[1]: 251 In February 1575, he was tasked with a mission to the Elector Palatine to convince him to send an army into France to aid the Huguenots under the Prince de Condé.
Examples are the salt monopoly for the English east coast he received in 1585[4] and the lease of Downton rectory, that he eventually sold on to the Raleigh family.
He was to assure king Philip II of Spain of Elizabeth's good intentions and to convince him that the new governor-general in the Habsburg Netherlands, Don Juan would best be recalled.
On the return voyage he visited both Don Juan and the Prince of Orange in the Netherlands to receive their respective views and report back to Elizabeth.
[1]: 252 In 1579, an arrangement was made for a six-monthly rotation of the clerks of the Privy Council, Wilkes' turns being May–August and November–December, but he was available for special commissions during the remainder of the year.
In 1581 for instance, he engaged in the interrogation under torture of the Jesuit priest Edmund Campion in this context, and in 1583 he investigated the conspiracy of Arden, Somerville, and Hall.

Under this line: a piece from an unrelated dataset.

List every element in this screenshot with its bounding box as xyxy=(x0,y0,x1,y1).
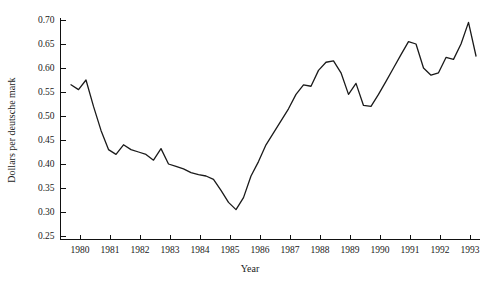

Wilkes maintained a secret correspondence with the Queen's Secretary of State and spymaster, Sir Francis Walsingham, in which Leicester was known as Themistocles, that grew increasingly critical of the policies of the Earl.
In his capacity as a member of the Council, he addressed the States of Holland with a "Remonstrance" in which he defended the policy of the Earl to oppose the Regenten and promote the democratic (and extreme Calvinist) factions with an appeal to popular sovereignty "by default of a legal Prince."
This prompted the States to a response, written by François Vranck, that would become an important ideological statement of the principles of the (largely unwritten) "constitution" of the Dutch Republic.
[1]: 253 Besides the Remonstrance referred to above, Wilkes left A Briefe and Summary Tractate shewing what appertaineth to the Place, Dignity, and Office of a councilor of estate in a Monarchy or other Commonwealth, dedicated to Sir Robert Cecil, as a work of political philosophy.